Chapter 2. Unit testing practices
Chapter 11 from Good Code, Bad Code by Tom Long
This chapter covers
- Effectively and reliably unit testing all the behaviors of a piece of code
- Ensuring that tests are understandable and that failures are well-explained
- Using dependency injection to ensure that code is testable
Chapter 10 identified a number of principles that can be used to guide us toward writing effective unit tests. This chapter builds on these principles to cover a number of practical techniques that we can apply in our everyday coding.
One of the key principles in chapter 10 was the key features that good unit tests should exhibit. The motivation for many of the techniques described in this chapter directly follow from these, so as a reminder the key features are as follows:
- Accurately detects breakages — If the code is broken, a test should fail. And a test should fail only if the code is indeed broken (we don’t want false alarms).

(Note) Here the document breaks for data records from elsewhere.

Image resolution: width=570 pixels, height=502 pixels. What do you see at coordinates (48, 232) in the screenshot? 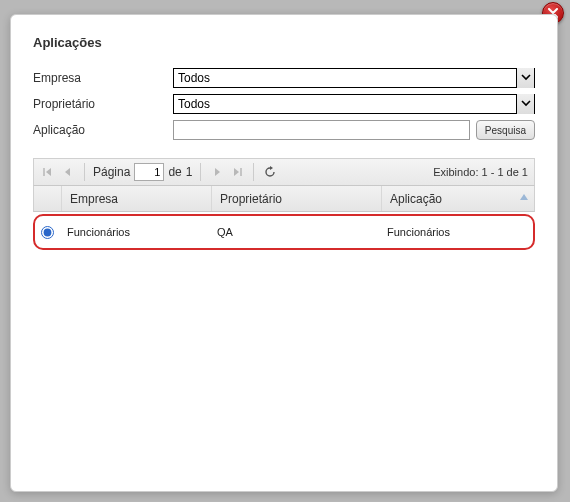
I see `row-radio` at bounding box center [48, 232].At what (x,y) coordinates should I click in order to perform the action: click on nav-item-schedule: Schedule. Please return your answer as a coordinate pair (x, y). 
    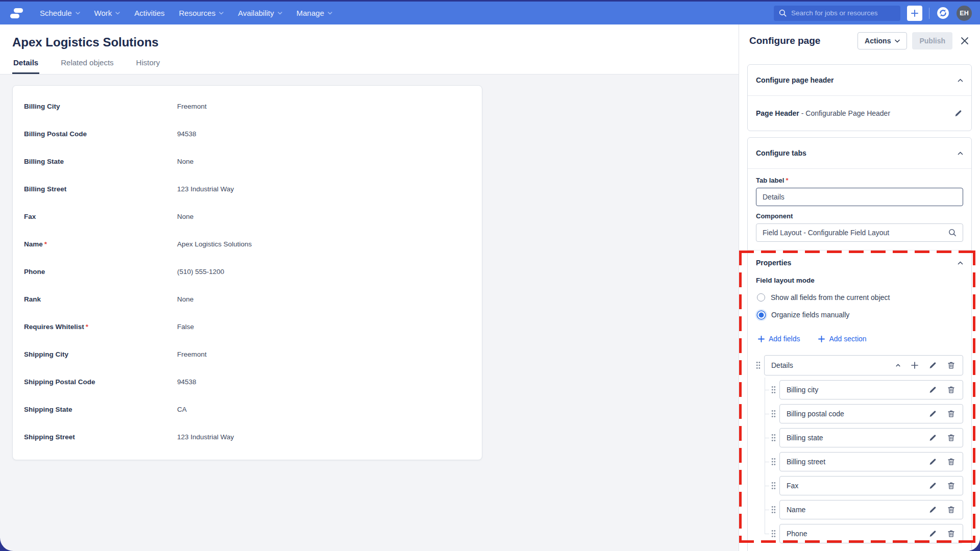
    Looking at the image, I should click on (60, 13).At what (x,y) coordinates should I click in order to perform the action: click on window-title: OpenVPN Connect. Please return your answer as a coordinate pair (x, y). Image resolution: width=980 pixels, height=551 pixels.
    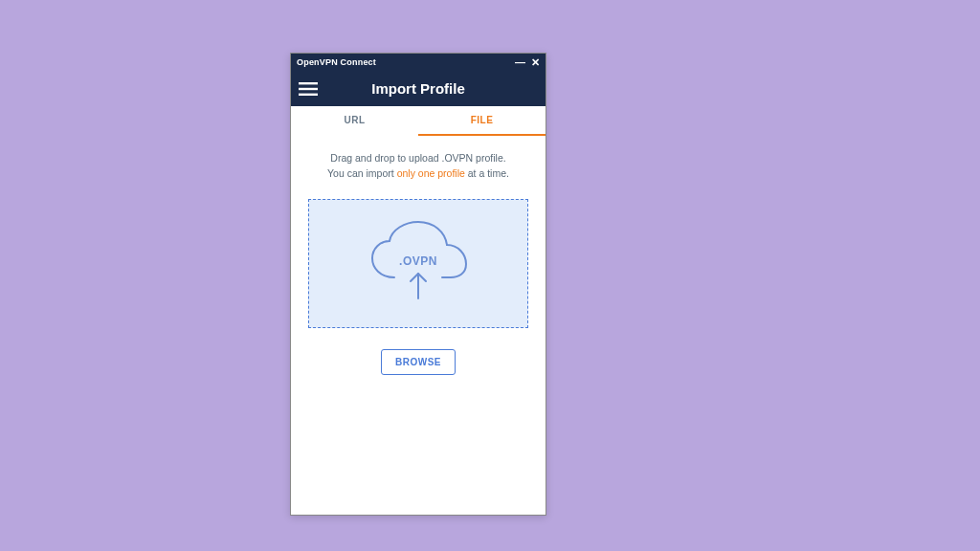
    Looking at the image, I should click on (337, 62). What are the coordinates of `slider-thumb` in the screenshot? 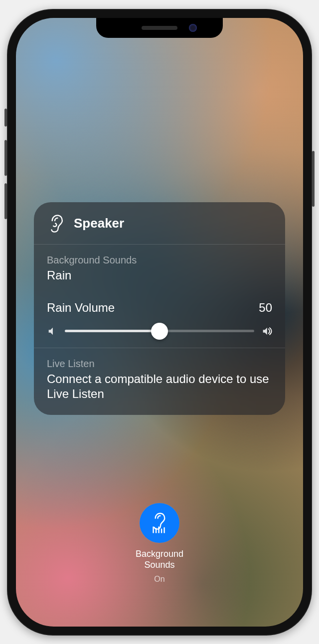 It's located at (160, 331).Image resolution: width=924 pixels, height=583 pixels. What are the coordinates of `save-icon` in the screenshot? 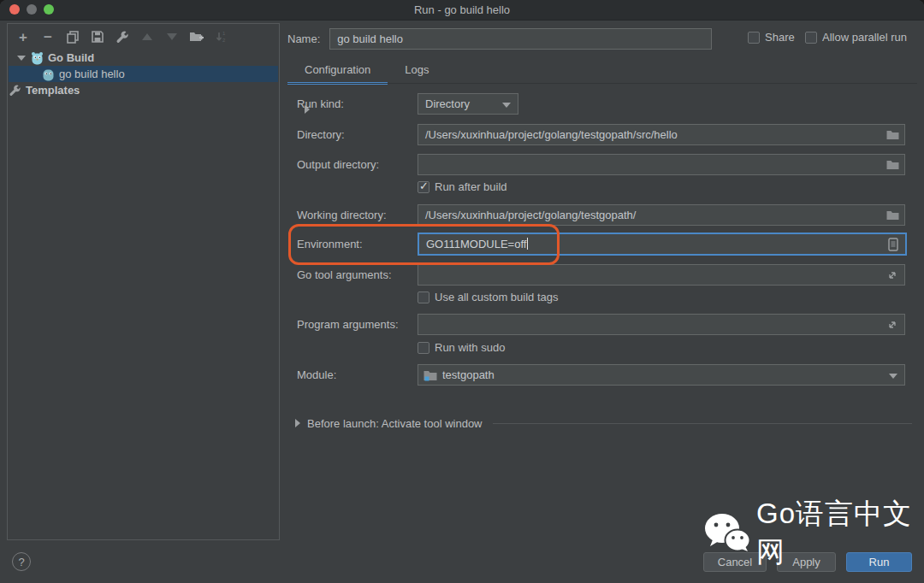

- Agnostic to implementation details — Changes in implementation details should ideally not result in changes to tests.
- Well-explained failures — If the code is broken, the test failure should provide a clear explanation of the problem.
- Understandable test code — Other engineers need to be able to understand what exactly a test is testing and how it is doing it.
- Easy and quick to run — Engineers usually need to run unit tests quite often during their every day work. A slow or difficult to run unit test will waste a lot of engineering time.